This removes invocation-side completion queues from the _cygrpc API.
Invocation-side calls are changed to no longer share the same lifetime
as Core calls.
Illegal metadata is now detected on invocation rather than at the start
of a batch (so passing illegal metadata to a response-streaming method
will now raise an exception immediately rather than later on when
attempting to read the first response message).
It is no longer possible to create a call without immediately starting
at least one batch of operations on it. Only tests are affected by this
change; there are no real use cases in which one wants to start a call
but wait a little while before learning that the server has rejected
it.
It is now required that code above cygrpc.Channel spend threads on
next_event whenever events are pending. A cygrpc.Channel.close method
is introduced, but it merely blocks until the cygrpc.Channel's
completion queues are drained; it does not itself drain them.
Noteworthy here is that we drop the cygrpc.Channel.__dealloc__ method.
It is not the same as __del__ (which is not something that can be added
to cygrpc.Channel) and there is no guarantee that __dealloc__ will be
called at all or that it will be called while the cygrpc.Channel
instance's Python attributes are intact (in testing, I saw both in
different environments). This commit does not knowingly break any
garbage-collection-based memory management working (or "happening to
appear to work in some circumstances"), though if it does, the proper
remedy is to call grpc.Channel.close... which is the objective towards
which this commit builds.
When initiating a connection to an IPv6 peer using an address that is
not globally scoped, there may be ambiguity regarding which zone the
destination address applies to when multiple links of the same scope
are present. The scoped address architecture and zone-id syntax are
described in rfc4007 and rfc 6874, respectively:
* https://tools.ietf.org/html/rfc4007#section-6
* https://tools.ietf.org/html/rfc6874
This patch allows host name verification performed during TLS session
establishment, and on a per-call basis, to work correctly when the peer
presents a certificate with a non-global IPv6 address listed as one of
its alternate names. Whether arbitrary certificate authorities choose
issue certificates of this nature, or not, is outside the scope of gRPC.
The zone-id is separated from the address using a percent (%) character.
It is considered a system implementation detail and guidance suggests it
be stripped from any paths or addresses egressing a host because it is
irrelevant and meaningless otherwise. It would not make sense for a
server to present a certificate containing non-global IPv6 addresses
with zone-ids present nor would it work unless two hosts happened to
be using the same zone-id.
ssl_host_matches_name is prefixed with grpc_ because it has been
promoted to the global namespace for testing.
Resolves#14371
This is purely for convenience - using `e.Status.StatusCode` looks
clunky compared with `e.StatusCode`, and this is the property most
likely to be used for exception filtering etc.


= Problem requirements =
Omit the pictures and copy the entries exactly.

= Data to process =

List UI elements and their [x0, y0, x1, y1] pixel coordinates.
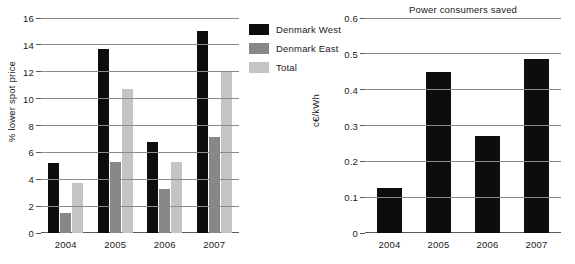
bar — [197, 31, 208, 233]
y-tick-mark — [36, 18, 41, 19]
x-tick-label: 2004 — [379, 239, 401, 250]
y-tick-mark — [36, 233, 41, 234]
x-tick-label: 2005 — [104, 239, 126, 250]
legend-item-total: Total — [249, 58, 341, 77]
left-chart-y-axis-label: % lower spot price — [6, 47, 17, 157]
y-tick-label: 16 — [23, 13, 34, 24]
bar — [426, 72, 451, 233]
y-tick-mark — [36, 125, 41, 126]
y-tick-mark — [36, 206, 41, 207]
x-tick-label: 2006 — [154, 239, 176, 250]
bar — [377, 188, 402, 233]
y-tick-label: 0.5 — [344, 48, 358, 59]
y-tick-mark — [36, 44, 41, 45]
y-tick-label: 2 — [29, 201, 34, 212]
y-tick-mark — [36, 179, 41, 180]
left-chart-plot-area: 02468101214162004200520062007 — [41, 18, 239, 233]
legend-label-total: Total — [276, 62, 297, 73]
y-tick-mark — [36, 152, 41, 153]
gridline — [365, 161, 561, 162]
y-tick-label: 0.6 — [344, 13, 358, 24]
gridline — [365, 53, 561, 54]
y-tick-label: 0.3 — [344, 120, 358, 131]
gridline — [365, 18, 561, 19]
y-tick-mark — [36, 71, 41, 72]
y-tick-label: 8 — [29, 120, 34, 131]
power-consumers-saved-panel: c€/kWh Power consumers saved 00.10.20.30… — [330, 0, 575, 264]
legend-swatch-denmark-east — [249, 43, 269, 54]
legend: Denmark West Denmark East Total — [249, 20, 341, 77]
bar — [48, 163, 59, 233]
y-tick-label: 0.2 — [344, 156, 358, 167]
x-tick-label: 2006 — [477, 239, 499, 250]
gridline — [41, 152, 239, 153]
bar — [147, 142, 158, 233]
y-tick-mark — [360, 197, 365, 198]
gridline — [41, 125, 239, 126]
bar — [171, 162, 182, 233]
gridline — [365, 89, 561, 90]
x-tick-label: 2005 — [428, 239, 450, 250]
spot-price-panel: % lower spot price 024681012141620042005… — [0, 0, 330, 264]
gridline — [41, 44, 239, 45]
x-tick-label: 2007 — [526, 239, 548, 250]
y-tick-label: 6 — [29, 147, 34, 158]
bar — [122, 89, 133, 233]
bar — [110, 162, 121, 233]
gridline — [41, 206, 239, 207]
y-tick-mark — [36, 98, 41, 99]
y-tick-label: 14 — [23, 39, 34, 50]
legend-item-denmark-west: Denmark West — [249, 20, 341, 39]
legend-swatch-total — [249, 62, 269, 73]
y-tick-mark — [360, 18, 365, 19]
bar — [524, 59, 549, 233]
y-tick-mark — [360, 233, 365, 234]
y-tick-label: 12 — [23, 66, 34, 77]
y-tick-label: 0.1 — [344, 192, 358, 203]
gridline — [365, 125, 561, 126]
bar — [72, 183, 83, 233]
y-tick-mark — [360, 53, 365, 54]
figure-container: % lower spot price 024681012141620042005… — [0, 0, 575, 264]
y-tick-label: 0 — [29, 228, 34, 239]
y-tick-label: 0 — [353, 228, 358, 239]
bar — [475, 136, 500, 233]
x-tick-label: 2007 — [203, 239, 225, 250]
gridline — [41, 71, 239, 72]
right-chart-y-axis-label: c€/kWh — [310, 66, 321, 156]
bar — [159, 189, 170, 233]
y-tick-mark — [360, 161, 365, 162]
right-chart-plot-area: Power consumers saved 00.10.20.30.40.50.… — [365, 18, 561, 233]
legend-swatch-denmark-west — [249, 24, 269, 35]
gridline — [41, 179, 239, 180]
x-tick-label: 2004 — [55, 239, 77, 250]
gridline — [41, 98, 239, 99]
gridline — [365, 197, 561, 198]
bar — [60, 213, 71, 233]
y-tick-label: 10 — [23, 93, 34, 104]
y-tick-mark — [360, 89, 365, 90]
y-tick-label: 0.4 — [344, 84, 358, 95]
gridline — [41, 18, 239, 19]
y-tick-label: 4 — [29, 174, 34, 185]
y-tick-mark — [360, 125, 365, 126]
legend-item-denmark-east: Denmark East — [249, 39, 341, 58]
right-chart-title: Power consumers saved — [365, 4, 561, 15]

= Response for this exercise =
List UI elements and their [x0, y0, x1, y1] pixel coordinates.
bar — [197, 31, 208, 233]
y-tick-mark — [36, 18, 41, 19]
x-tick-label: 2004 — [379, 239, 401, 250]
y-tick-mark — [36, 233, 41, 234]
x-tick-label: 2005 — [104, 239, 126, 250]
legend-item-total: Total — [249, 58, 341, 77]
left-chart-y-axis-label: % lower spot price — [6, 47, 17, 157]
y-tick-label: 16 — [23, 13, 34, 24]
bar — [426, 72, 451, 233]
y-tick-mark — [36, 125, 41, 126]
y-tick-mark — [36, 206, 41, 207]
x-tick-label: 2006 — [154, 239, 176, 250]
bar — [377, 188, 402, 233]
y-tick-label: 0.5 — [344, 48, 358, 59]
y-tick-mark — [36, 44, 41, 45]
y-tick-label: 2 — [29, 201, 34, 212]
y-tick-mark — [36, 179, 41, 180]
left-chart-plot-area: 02468101214162004200520062007 — [41, 18, 239, 233]
legend-label-total: Total — [276, 62, 297, 73]
y-tick-mark — [36, 152, 41, 153]
gridline — [365, 161, 561, 162]
y-tick-label: 0.6 — [344, 13, 358, 24]
gridline — [365, 53, 561, 54]
y-tick-label: 0.3 — [344, 120, 358, 131]
gridline — [365, 18, 561, 19]
y-tick-mark — [36, 71, 41, 72]
y-tick-label: 8 — [29, 120, 34, 131]
power-consumers-saved-panel: c€/kWh Power consumers saved 00.10.20.30… — [330, 0, 575, 264]
legend-swatch-denmark-east — [249, 43, 269, 54]
legend: Denmark West Denmark East Total — [249, 20, 341, 77]
bar — [48, 163, 59, 233]
y-tick-label: 0.2 — [344, 156, 358, 167]
x-tick-label: 2006 — [477, 239, 499, 250]
gridline — [41, 152, 239, 153]
bar — [147, 142, 158, 233]
y-tick-mark — [360, 197, 365, 198]
gridline — [41, 125, 239, 126]
bar — [171, 162, 182, 233]
gridline — [365, 89, 561, 90]
x-tick-label: 2005 — [428, 239, 450, 250]
spot-price-panel: % lower spot price 024681012141620042005… — [0, 0, 330, 264]
gridline — [41, 44, 239, 45]
x-tick-label: 2007 — [526, 239, 548, 250]
y-tick-label: 6 — [29, 147, 34, 158]
bar — [122, 89, 133, 233]
bar — [110, 162, 121, 233]
gridline — [41, 206, 239, 207]
y-tick-mark — [36, 98, 41, 99]
y-tick-label: 14 — [23, 39, 34, 50]
legend-item-denmark-west: Denmark West — [249, 20, 341, 39]
legend-swatch-total — [249, 62, 269, 73]
y-tick-mark — [360, 18, 365, 19]
bar — [524, 59, 549, 233]
y-tick-mark — [360, 233, 365, 234]
y-tick-label: 12 — [23, 66, 34, 77]
y-tick-label: 0.1 — [344, 192, 358, 203]
gridline — [365, 125, 561, 126]
bar — [72, 183, 83, 233]
y-tick-mark — [360, 53, 365, 54]
figure-container: % lower spot price 024681012141620042005… — [0, 0, 575, 264]
y-tick-label: 0 — [29, 228, 34, 239]
y-tick-label: 0 — [353, 228, 358, 239]
bar — [475, 136, 500, 233]
x-tick-label: 2007 — [203, 239, 225, 250]
gridline — [41, 71, 239, 72]
right-chart-y-axis-label: c€/kWh — [310, 66, 321, 156]
bar — [159, 189, 170, 233]
y-tick-mark — [360, 161, 365, 162]
right-chart-plot-area: Power consumers saved 00.10.20.30.40.50.… — [365, 18, 561, 233]
legend-swatch-denmark-west — [249, 24, 269, 35]
gridline — [41, 179, 239, 180]
x-tick-label: 2004 — [55, 239, 77, 250]
gridline — [41, 98, 239, 99]
gridline — [365, 197, 561, 198]
bar — [60, 213, 71, 233]
y-tick-label: 10 — [23, 93, 34, 104]
y-tick-mark — [360, 89, 365, 90]
y-tick-label: 0.4 — [344, 84, 358, 95]
gridline — [41, 18, 239, 19]
y-tick-label: 4 — [29, 174, 34, 185]
y-tick-mark — [360, 125, 365, 126]
legend-item-denmark-east: Denmark East — [249, 39, 341, 58]
right-chart-title: Power consumers saved — [365, 4, 561, 15]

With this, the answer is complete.